Chinese Ambassador Wang Yajun said that 80 years ago, China and the Soviet Union fought side by side and supported each other, won the War of Resistance Against Japanese Aggression and the Great Patriotic War on their respective battlefields, and made significant historical contributions to the victory of the world anti-fascist war. In May this year, President Xi Jinping attended a celebration commemorating the 80th anniversary of the victory of the Soviet Union in the Great Patriotic War. In September, President Putin will also attend the 80th anniversary of the victory of the Chinese People’s War of Resistance Against Japanese Aggression.

Russian Ambassador Alexander Matsegora congratulated the Chinese people on the 80th anniversary of the victory in the War of Resistance Against Japanese Aggression, saying that the Russian and Chinese peoples made the greatest sacrifices in the European and Pacific theatres respectively and played a decisive role in the struggle to defeat German Nazism and Japanese militarism.

The following article was originally published in Chinese on the website of the Chinese Embassy in the DPRK and has been machine translated.

On July 31, 2025, Ambassador Wang Yajun and Russian Ambassador to the DPRK Matsegora led diplomats from the Chinese and Russian embassies in the DPRK in a friendly exchange event to commemorate the 80th anniversary of the victory of the Chinese People’s War of Resistance Against Japanese Aggression and the World Anti-Fascist War. The event was attended by Minister Feng Chuntai of the Chinese Embassy in the DPRK, Defense Attaché Major General Wang Yisheng, Counsellor Gao Wu, and Counsellor Xu Feng, as well as Minister Counsellor Topeha, Defense Attaché Major General Batusov, and Political Counselor Shutov of the Russian Embassy in the DPRK.

Ambassador Wang stated that 80 years ago, China and the Soviet Union fought side by side and supported each other, achieving victory in the War of Resistance Against Japanese Aggression and the Great Patriotic War on their respective fronts, making significant historical contributions to the victory of the World Anti-Fascist War. In May of this year, President Xi Jinping attended the celebrations commemorating the 80th anniversary of the Soviet Union’s victory in the Great Patriotic War. In September, President Putin will also attend the commemorations of the 80th anniversary of the victory of the Chinese People’s War of Resistance Against Japanese Aggression. China is willing to work with Russia, guided by the important consensus reached by the two heads of state, to remember history, cherish the memory of the martyrs, promote a correct view of World War II history, safeguard the achievements of World War II and the post-war international order, and uphold international fairness and justice and regional peace and stability.
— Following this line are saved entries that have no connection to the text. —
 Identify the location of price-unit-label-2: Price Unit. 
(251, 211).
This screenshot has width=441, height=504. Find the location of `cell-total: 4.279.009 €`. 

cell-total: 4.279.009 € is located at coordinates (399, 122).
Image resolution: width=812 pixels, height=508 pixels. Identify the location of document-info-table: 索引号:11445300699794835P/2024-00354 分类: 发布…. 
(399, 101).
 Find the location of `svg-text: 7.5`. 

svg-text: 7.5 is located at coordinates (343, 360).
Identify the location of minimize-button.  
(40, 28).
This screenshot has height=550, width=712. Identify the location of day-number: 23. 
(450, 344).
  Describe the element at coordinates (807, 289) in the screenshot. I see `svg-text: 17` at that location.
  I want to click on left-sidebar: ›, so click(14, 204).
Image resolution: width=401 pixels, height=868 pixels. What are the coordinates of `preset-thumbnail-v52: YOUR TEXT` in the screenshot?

Ambassador Matsegora congratulated the Chinese people on the 80th anniversary of the victory of the War of Resistance Against Japanese Aggression. He stated that the Russian and Chinese peoples made the greatest sacrifices in the European and Pacific theaters, respectively, and played a decisive role in defeating German Nazism and Japanese militarism. Russia has always advocated peace and hopes to create a peaceful and stable environment for economic development and improving people’s livelihoods. The international community should work together to build a just and peaceful international order and ensure equal rights for all nations and peoples.

The two sides jointly watched a video commemorating the victory of the Chinese People’s War of Resistance Against Japanese Aggression and the victory of Russia’s Great Patriotic War. Chinese and Russian diplomats respectively recited the poem “The Eternal Torch” and sang the song “Blood Type” to express their remembrance of history and their cherishment of peace.